A SkinAtlas campaign card: a phone mockup with the app’s hero, stat row and product rows

One card from a twelve-post SkinAtlas campaign, generated from a script rather than laid out by hand.

Reels from the prose itself

Perpetūra has a /reel skill. It extracts verbatim lines from the shipped stories — spoiler-safe by construction, since it only pulls from released chapters — and renders them to vertical video through a Playwright and ffmpeg pipeline: an HTML template becomes frames, frames become an MP4 sized for TikTok and Reels. The writing is the marketing. No line in a reel is copy I wrote to sell the thing; it’s a line already in the thing.

Campaigns from a template

SkinAtlas grows its social art the same way. Its asset repo holds a full twelve-post Instagram and TikTok campaign, each post an SVG template rendered to PNG by a script, plus matching short videos — hooks, feature cards, an ingredient deep-dive, a closing call to action. The wedding product has its own generation scripts for listing images and a demo video. When the app’s numbers change, the stat cards regenerate; I don’t reopen a design file.

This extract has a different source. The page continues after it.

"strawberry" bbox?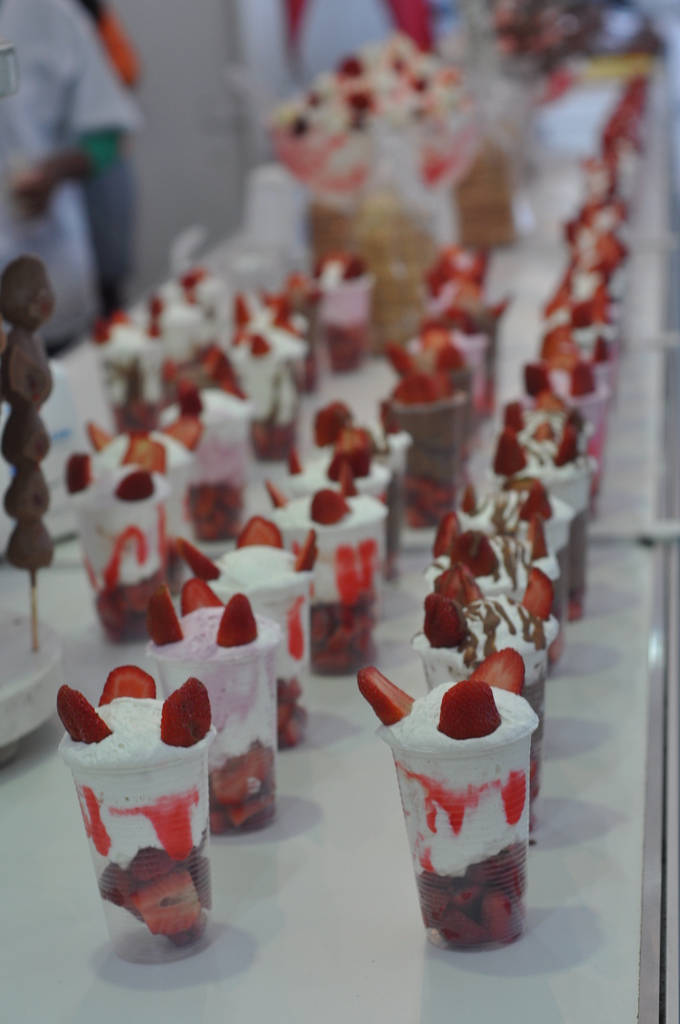
[left=147, top=585, right=183, bottom=653]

The point isn’t the assets

It’s the protection. A one-person project competes for the same evenings whether the work is code or captions, and captions expand to fill the time you give them. Turning promotion into a pipeline caps that: the marketing gets made, it stays on-brand because it’s generated from the brand, and it doesn’t quietly become the project. The making stays the project.